Details 1833  Founding of the Manchester Statistical Society.  
Details 1833  Leitch Ritchie begins a Library of Romance series (Smith and Elder).  
Details 1833  Abolition: Mary Anne Rawson's anti-slavery anthology, The Bow in the Cloud. *Abolition  
Details 1833  Death of Arthur Henry Hallam.  
Details 1833  Edward Bulwer-Lytton, England and the English.  
Details 1833  William Carleton, Traits and Stories.  
Details 1833  Thomas Arnold, Principles of Church Reform.  
Details 1833  Mendelssohn, Italian Symphony.  
Details 1833  Establishment of the Committee on Open Spaces.  
Details 1833  Ireland: Irish Chruch Temporalities Act reorganizes the Church of Ireland. Irish Church Bill is introduced in Parliament--the bill would disestablish Irish churches. *Ireland  
Details 1833  Francis Goldsmid becomes first Jewish barrister. *Anglo-Jewish History  
Details July 10, 1833  Thomas Babington Macaulay, Speech Delivered in the House of Commons on the Government of India. *India  
Details July 31, 1833  Abolition of Colonial Slavery: The British Emancipation Act prohibits slavery in British Colonies, with provision for a 6-year "apprenticeship"; 800,000 slaves freed; owners compensated with over 20 million pounds.
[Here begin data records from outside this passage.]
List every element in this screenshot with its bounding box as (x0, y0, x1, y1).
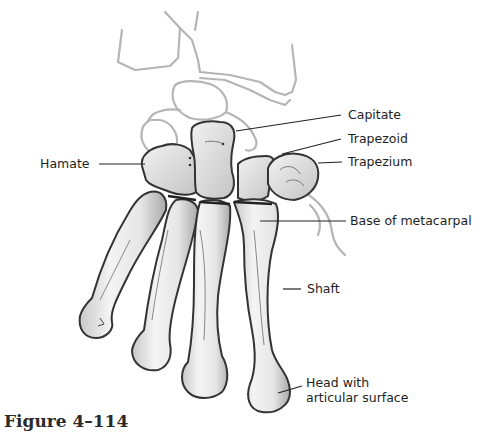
label-shaft: Shaft (307, 282, 340, 296)
second-metacarpal (234, 199, 290, 412)
label-base-of-metacarpal: Base of metacarpal (350, 214, 472, 228)
capitate-leader (236, 115, 341, 131)
label-head-line2: articular surface (306, 391, 408, 405)
label-trapezium: Trapezium (348, 155, 412, 169)
capitate-bone (191, 121, 234, 199)
trapezium-leader (318, 162, 342, 163)
trapezoid-leader (282, 139, 341, 154)
label-capitate: Capitate (348, 108, 401, 122)
label-hamate: Hamate (40, 157, 90, 171)
label-trapezoid: Trapezoid (348, 132, 408, 146)
anatomy-figure: Capitate Trapezoid Trapezium Hamate Base… (0, 0, 499, 439)
trapezium-bone (268, 154, 318, 200)
carpal-bones (142, 121, 319, 201)
hamate-bone (142, 144, 198, 195)
label-head-line1: Head with (306, 376, 369, 390)
figure-caption: Figure 4–114 (4, 411, 128, 431)
metacarpal-bones (80, 192, 290, 413)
The Bill took effect in 1834. Unfortunately, the Act included a clause requiring slaves to serve an apprenticeship to their former owners, a clause which was first abolished in various colonies and then revoked entirely in the Immediate Abolition Act of 1838. *Colonialism
*Abolition  
Details Dec 1833  Charles Dickens, A Dinner at Poplar Walk in Monthly Magazine.  
Details 1834  Felicia Hemans, paper on Goethe's Tasso in New Monthly.  
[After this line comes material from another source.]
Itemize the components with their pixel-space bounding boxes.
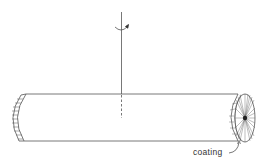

Details 1834  Felicia Hemans, National Lyrics and Songs for Music, Scenes and Hymns of Life with Other Religious Poems (dedicated to W. Wordsworth), Hymns for Childhood. (See 1827.)  
Details 1834  New Poor Law argues that indiscriminate relief demoralizes beneficiaries, abolishes outdoor relief, and maintains workhouse inmates at salary level below lowest paid workers. *Poor Law
*Economics  
Details 1834  Height of the trade union struggles during good economic times.  
Details 1834  Reform Movement: Lord Lyndhurst declares Poor Man's Guardian not a newspaper and thus legal. *Parliamentary Reform
*Radicalism
*Poor Law  
Details 1834  Benjamin Disraeli defeated at High Wycombe by the election of a Tory.